I just came across an unexpected behaviour of Where-Object which I couldn't find any explanation for:
$foo = $null | Where-Object {$false}
$foo -eq $null
> True
($null, 1 | Measure-Object).Count
> 1
($foo, 1 | Measure-Object).Count
> 1
($null, $null, 1 | Measure-Object).Count
> 1
($foo, $foo, 1 | Measure-Object).Count
> 0
If the condition of Where-Object is false, $foo should be $null (which appears to be correct).
However, piping $foo at least twice before any value into the pipeline seems to break it.
What is causing this?
Other inconsistencies:
($foo, $null, 1 | Measure-Object).Count
> 1
($foo, $null, $foo, 1 | Measure-Object).Count
> 0
($null, $foo, $null, 1 | Measure-Object).Count
> 1
($foo, 1, $foo, $foo | Measure-Object).Count
> 1
($null, $foo, $null, $foo, 1 | Measure-Object).Count
> 0
tl;dr:
Not all apparent $null values are the same, as Jeroen Mostert's comments indicate: PowerShell has two types of null that situationally behave differently - see the next section.
Additionally, you're seeing perhaps surprising Measure-Object behavior and a pipeline bug - see the bottom section.
It's best to eliminate Measure-Object from your test commands and simply invoke .Count directly on your arrays; e.g. (the simplest way to create the type of null as in your question is: $foo = & {}):
($foo, $null, 1).Count yields 3($null, $foo, $null, $foo, 1).Count yields 5As you can see, both types of null (discussed below) properly become elements of an array.
There are two distinct kinds of null values in PowerShell:
There's bona fide scalar null (corresponding to null in C#, for instance).
$null variable.There's also the enumerable "collection null" (also called "AutomationNull", based on its class name), which is technically the System.Management.Automation.Internal.AutomationNull.Value singleton, which is itself a [psobject] instance.
& {} , i.e. by executing an empty script block; of course, you can also use [System.Management.Automation.Internal.AutomationNull]::Value explicitly).Unfortunately, the collection null value is nontrivial to distinguish from the scalar null, as of PowerShell 7.2:
GitHub issue #13465 proposes allowing detection of collection null via $var -is [AutomationNull] in a future PowerShell version.

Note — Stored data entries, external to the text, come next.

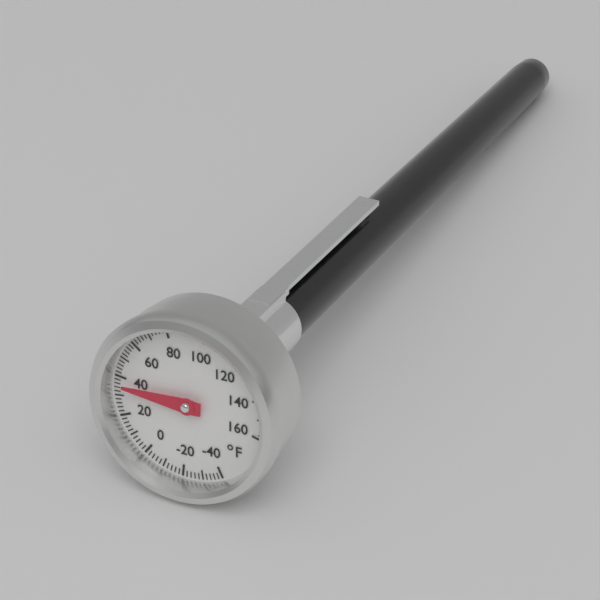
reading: 36 °F
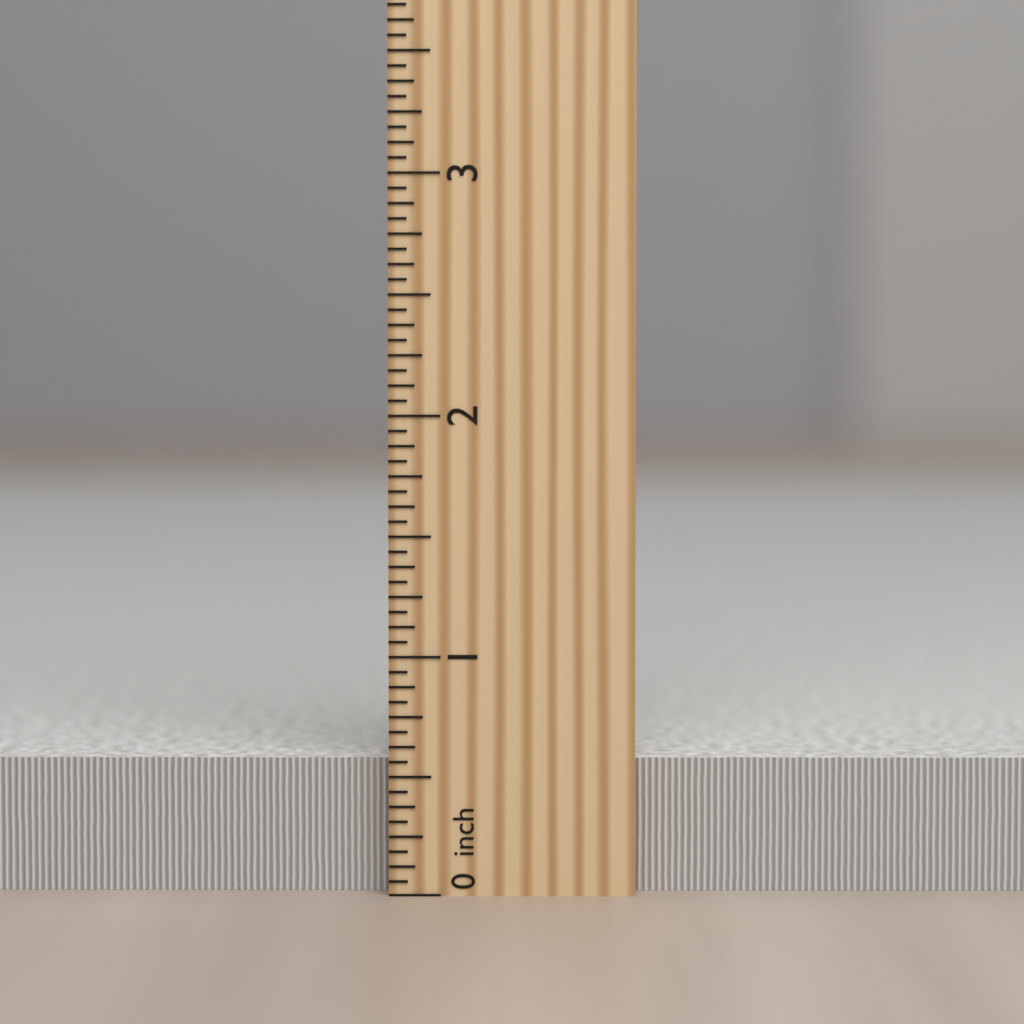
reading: 0.5625 inch
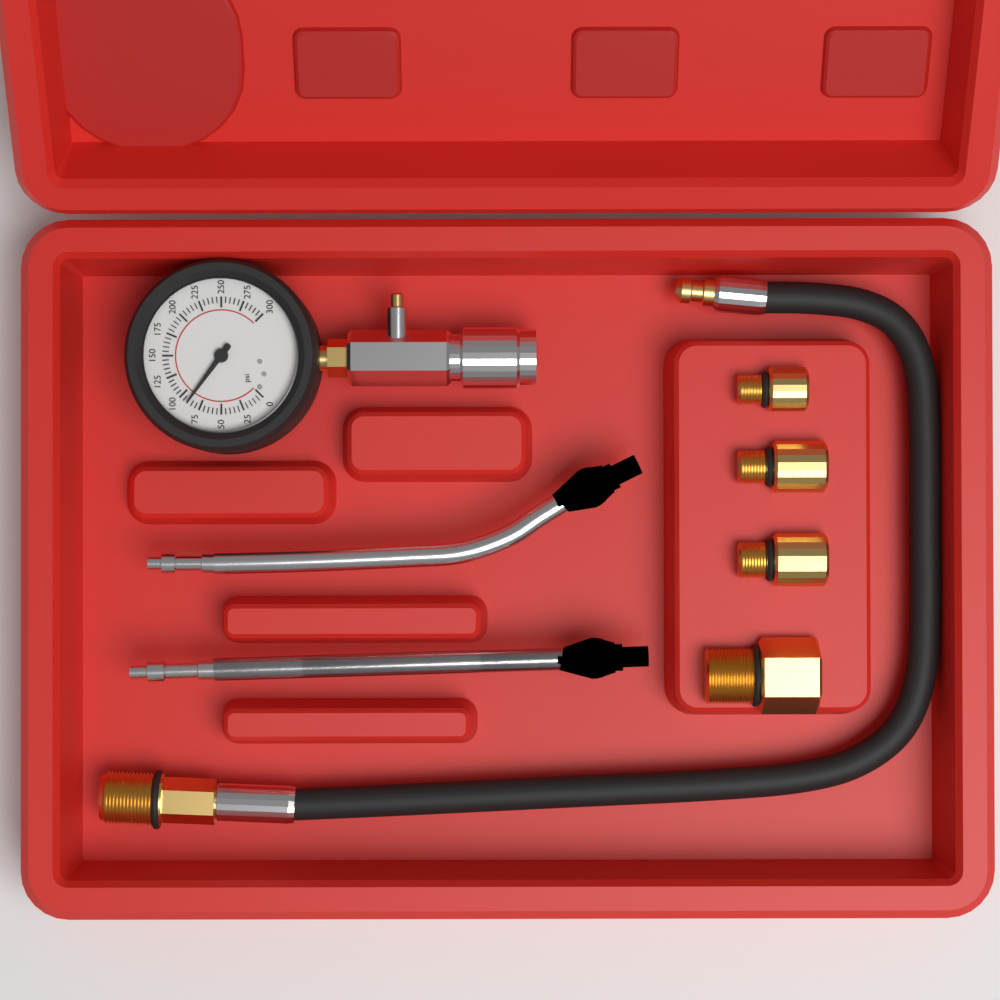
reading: 90 psi
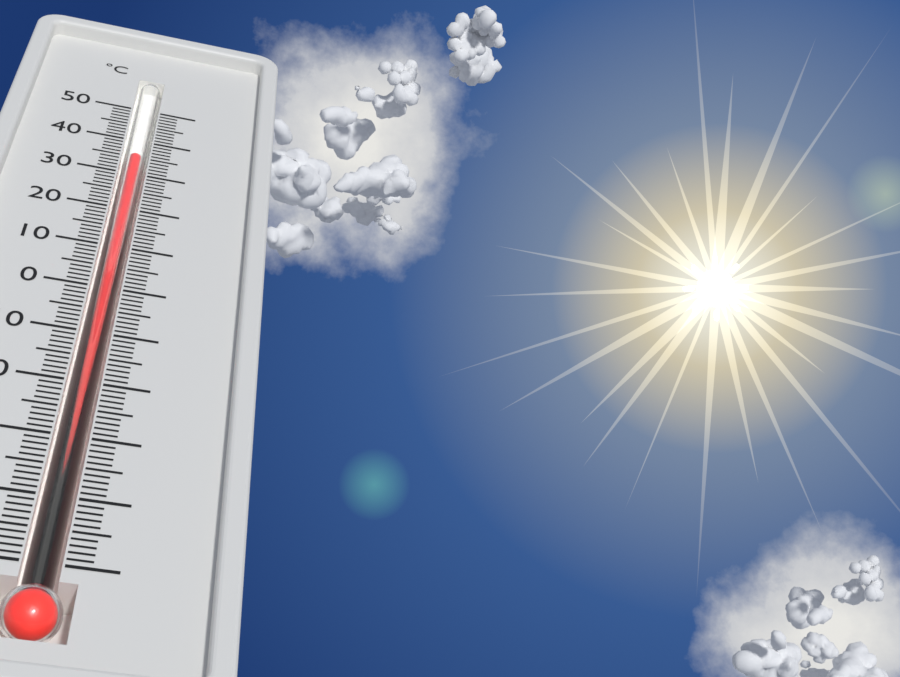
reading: 36 °C
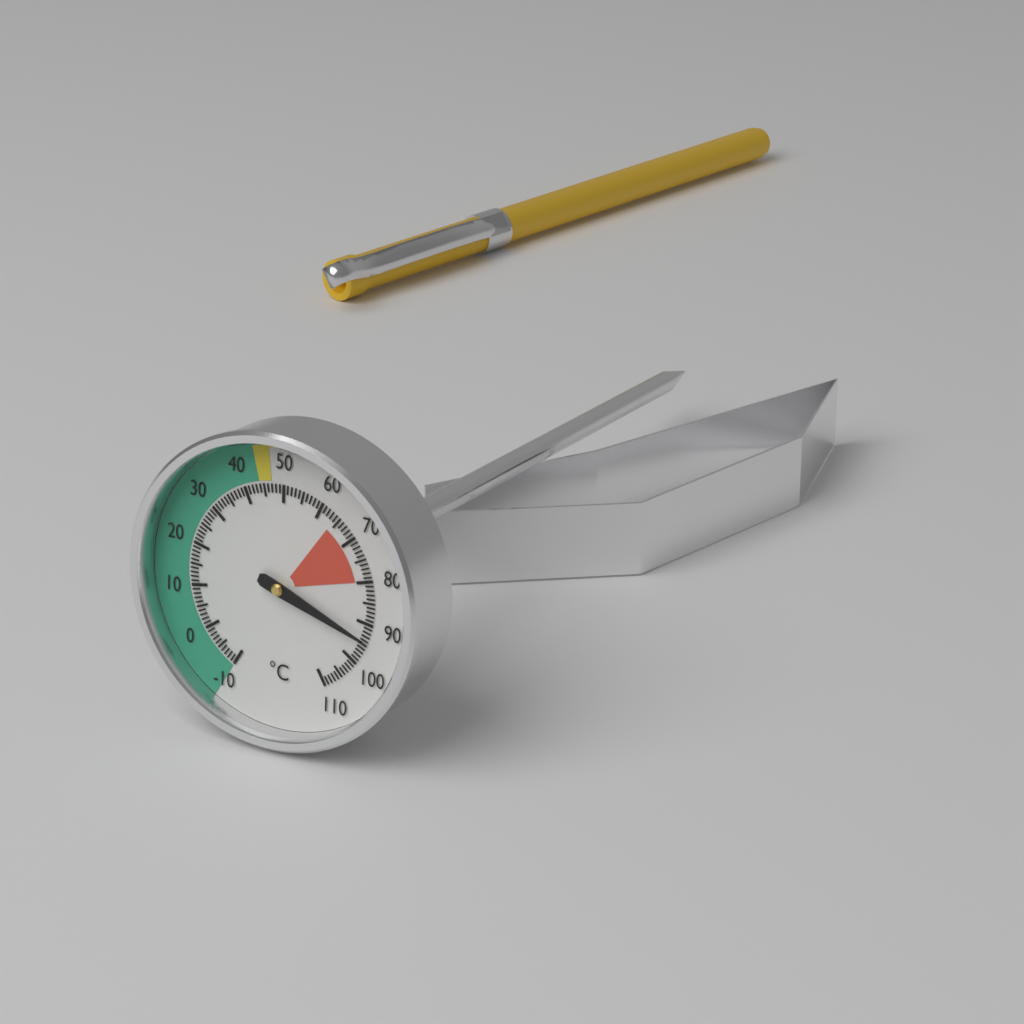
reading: 94 °C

For now, there are several workarounds for testing whether a given value $var contains collection null; perhaps the simplest (but non-obvious) is:
$null -eq $var -and $var -is [psobject] is $true only if $var contains the collection null value, because only collection null is technically an object.Behavioral differences:
In expression contexts and in parameter binding, there is no difference in that collection null is implicitly converted to $null.
Note that this means that you cannot pass collection null as an argument - see the discussion in GitHub issue #9150.
The exception in the context of expressions is the LHS of operators that support collections as their LHS: they treat collection null as an empty collection and therefore evaluate to an empty array (@()) rather than $null:
$var -replace 'foo' | ForEach-Object { 'hi' } prints 'hi' only if $var is scalar $null, not with with collection null, because the -replace operation then outputs an empty array, which sends nothing through the pipeline.In the pipeline:
Scalar $null is sent through the pipeline - it behaves like a single object: $null | ForEach-Object { '$_ is $null? ' + ($null -eq $_) } prints '$_ is $null? True';
Collection null is not sent through the pipeline - it behaves like a collection without elements; that is, just like @() | ForEach-Object { 'hi' } (sending an empty array), & {} | ForEach-Object { 'hi' } sends nothing through the pipeline, because there is nothing to enumerate, and therefore never outputs 'hi'.
Curiously, by contrast, in a foreach loop statement (as opposed to the ForEach-Object cmdlet) scalar $null too is not enumerated and the loop body is never entered in the following (ditto for collection null):
foreach ($i in $null) { 'hi' }
Measure-Object and pipeline problems:
Measure-Object generally ignores $null values, presumably by design.
-IncludeNull switch to support considering $null values on an opt-in basis. (The default behavior will not change so as not to break backward compatibility.)However, you've discovered an outright bug in PowerShell's pipeline with respect to multi-object input involving collection nulls (as of PowerShell 7.1.2) , which Measure-Object only surfaces, as you've noted yourself:
On encountering a second collection null in multi-object input, sending objects through the pipeline unexpectedly stops:
(1, (& {}), 2, (& {}), 3, 4, 5 | Measure-Object).Count yields just 2: only 1 and 2 are counted (the collection nulls themselves are not sent through the pipeline), because the second collection null unexpectedly stops enumeration, so that the remaining objects - 3, 4, and 5 - aren't even sent to Measure-Object.See GitHub issue #14920.